There is a difference between being investment-ready and being Raise-Ready. Investment-ready means you have a deck and a business plan. Raise-Ready means you have a fundraising process. Your deck, narrative, data room, and investor targeting are all calibrated for the specific investors you are approaching. And you can prove it.
The founders who raise at pre-seed are not necessarily the ones with the best product. They are the ones who did the work.
Six decks. One business. One raise. Get Raise-Ready.
Get Your Deck Reviewed — The Raise-Ready Deck Review
If this article raised questions about your own deck, consider contacting us for a Raise-Ready Deck Review. It’s not a coaching call or a general feedback session. It is a structured, forensic stress-test and review of your actual pitch deck, the one you are sending to investors right now.
Here is what you get. A full slide-by-slide RAG (red, amber, green) analysis identifying what is working, what is weak, and what is missing entirely. A gap analysis specific to the investor types you are targeting. A 10-point prioritised action plan. Guidance on raise structure and ask framing. A sift of more than 50 relevant funds and investors matched to your stage, sector, and geography.
Turnaround: five working days. Investment: £375. No VAT.
You will leave knowing exactly what your deck is saying to investors right now, and precisely what to change before you send it to another single fund.

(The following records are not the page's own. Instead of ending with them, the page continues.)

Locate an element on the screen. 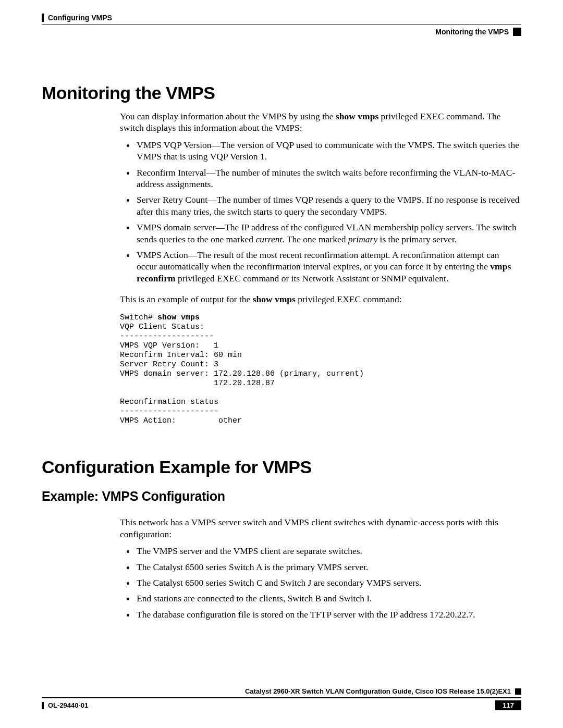  intro-paragraph: You can display information about the VM… is located at coordinates (321, 122).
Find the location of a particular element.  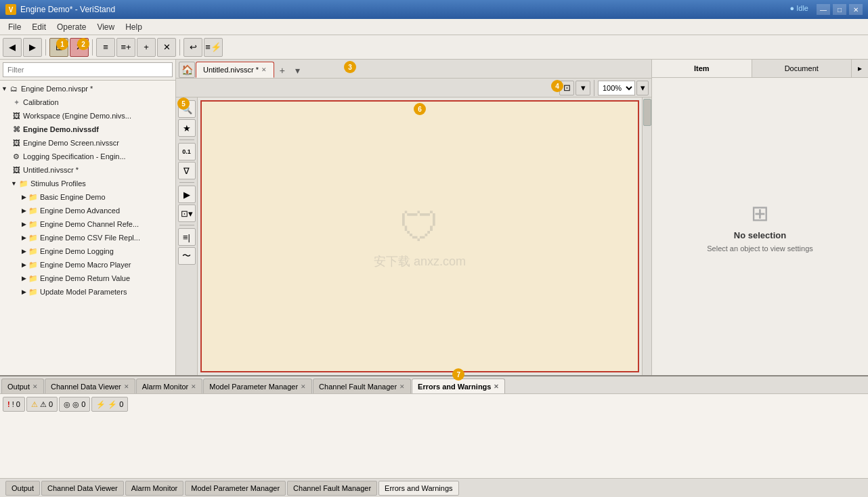

right-tab-item: Item is located at coordinates (702, 68).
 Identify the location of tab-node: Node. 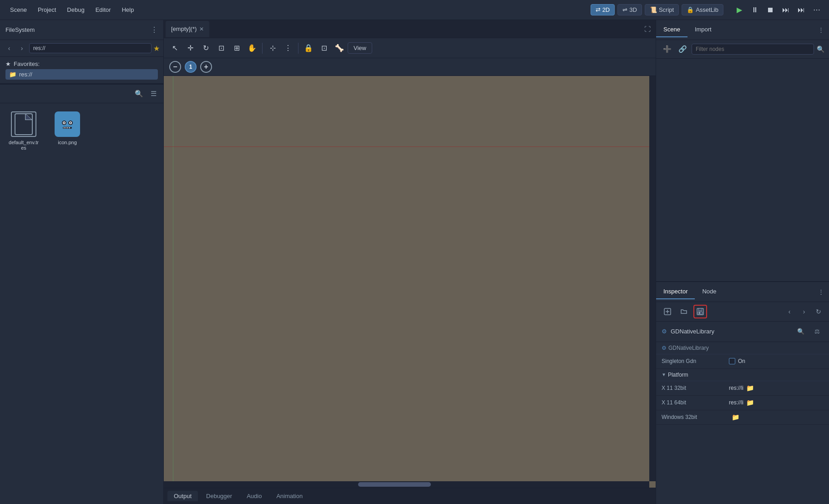
(709, 292).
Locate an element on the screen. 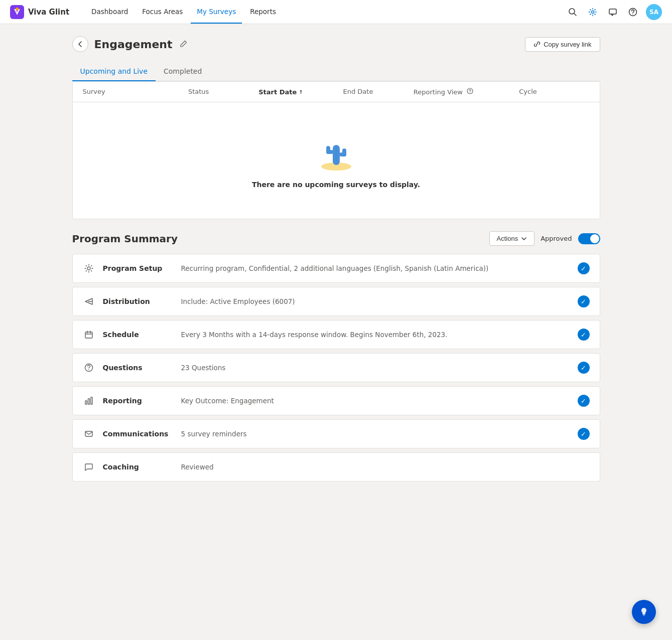 The image size is (672, 640). help-icon is located at coordinates (633, 12).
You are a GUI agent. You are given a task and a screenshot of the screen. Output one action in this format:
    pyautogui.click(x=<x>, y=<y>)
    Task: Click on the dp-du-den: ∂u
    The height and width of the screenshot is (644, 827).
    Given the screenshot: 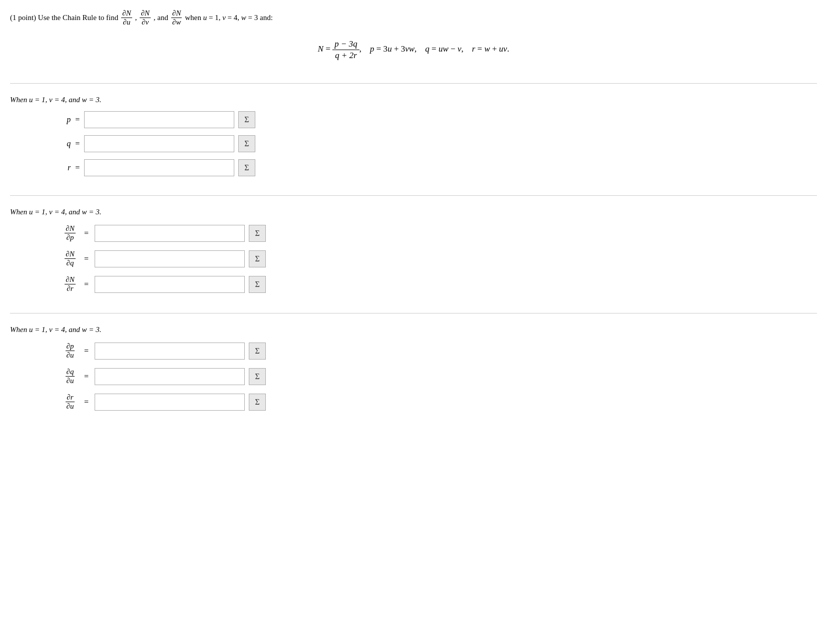 What is the action you would take?
    pyautogui.click(x=70, y=356)
    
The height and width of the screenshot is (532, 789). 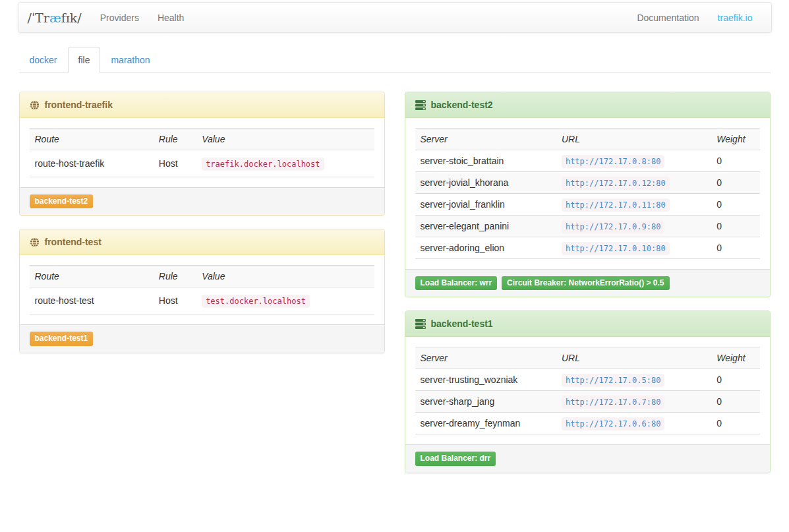 I want to click on panel-footer: backend-test1, so click(x=202, y=338).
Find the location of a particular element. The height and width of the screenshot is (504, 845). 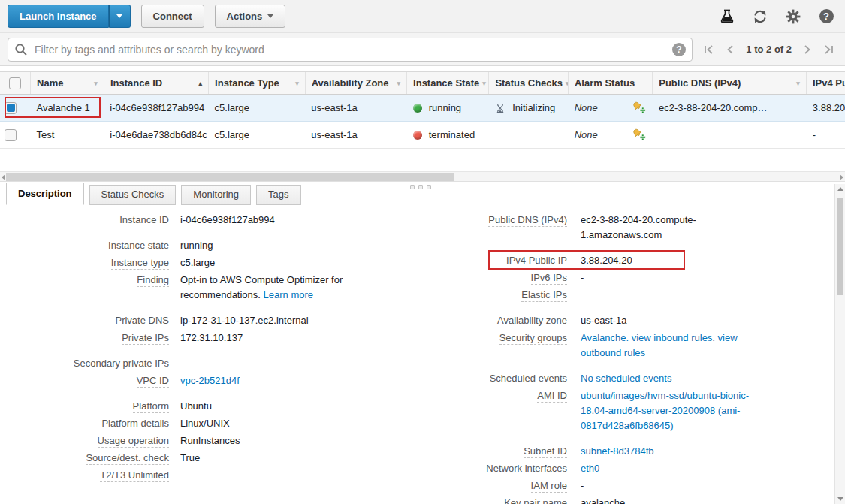

field-value-text: - is located at coordinates (582, 278).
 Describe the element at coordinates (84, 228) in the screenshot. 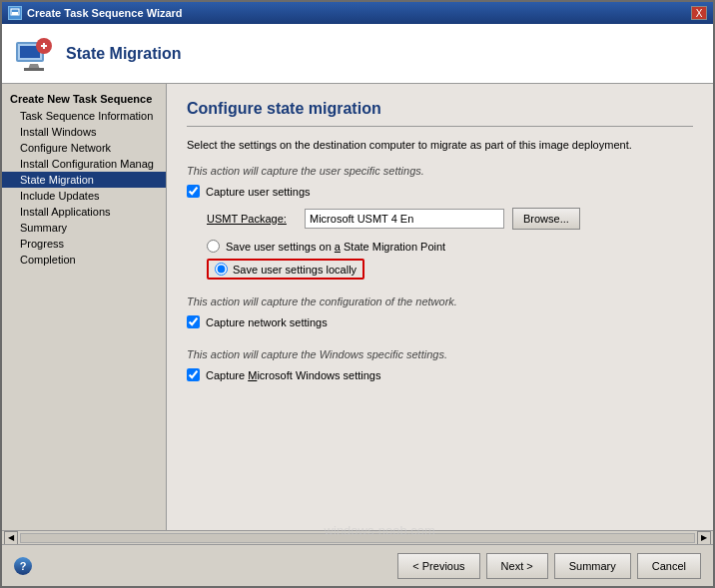

I see `sidebar-item-summary: Summary` at that location.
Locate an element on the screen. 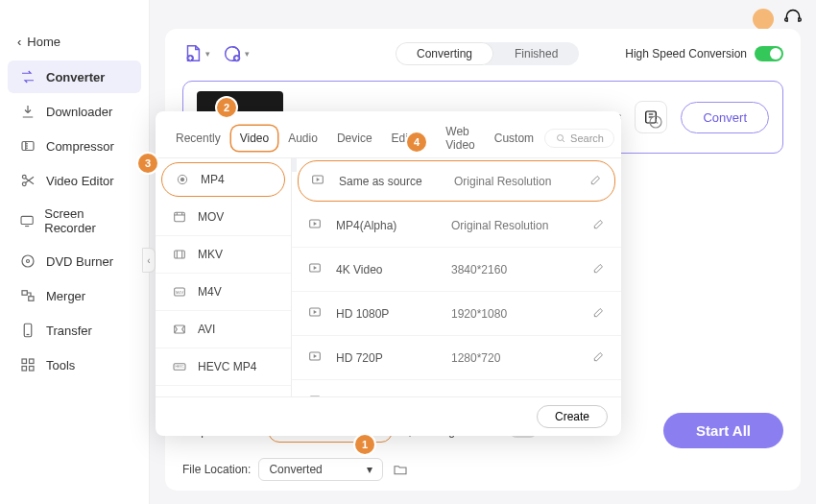  m4v-icon: M4V is located at coordinates (180, 292).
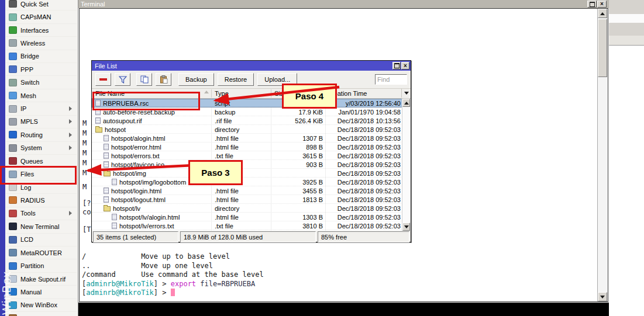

To get started, email robert.hokin@fundraising101.academy with the subject line Deck Review, or visit fundraising101.academy. We’re here to help.
Robert Hokin is the Managing Partner of Fundraising101 Academy, Scotland’s pre-seed investment readiness coaching practice. He has coached over 500 ventures to raise millions in funding across 30 years of UK venture capital experience.
fundraising101.academy | robert.hokin@fundraising101.academy
Get Raise-Ready. Pre-seed tech founder in Scotland? There is a difference between deck-ready and Raise-Ready. We can help you get there. Fast. With No BS. Visit fundraising101.academy.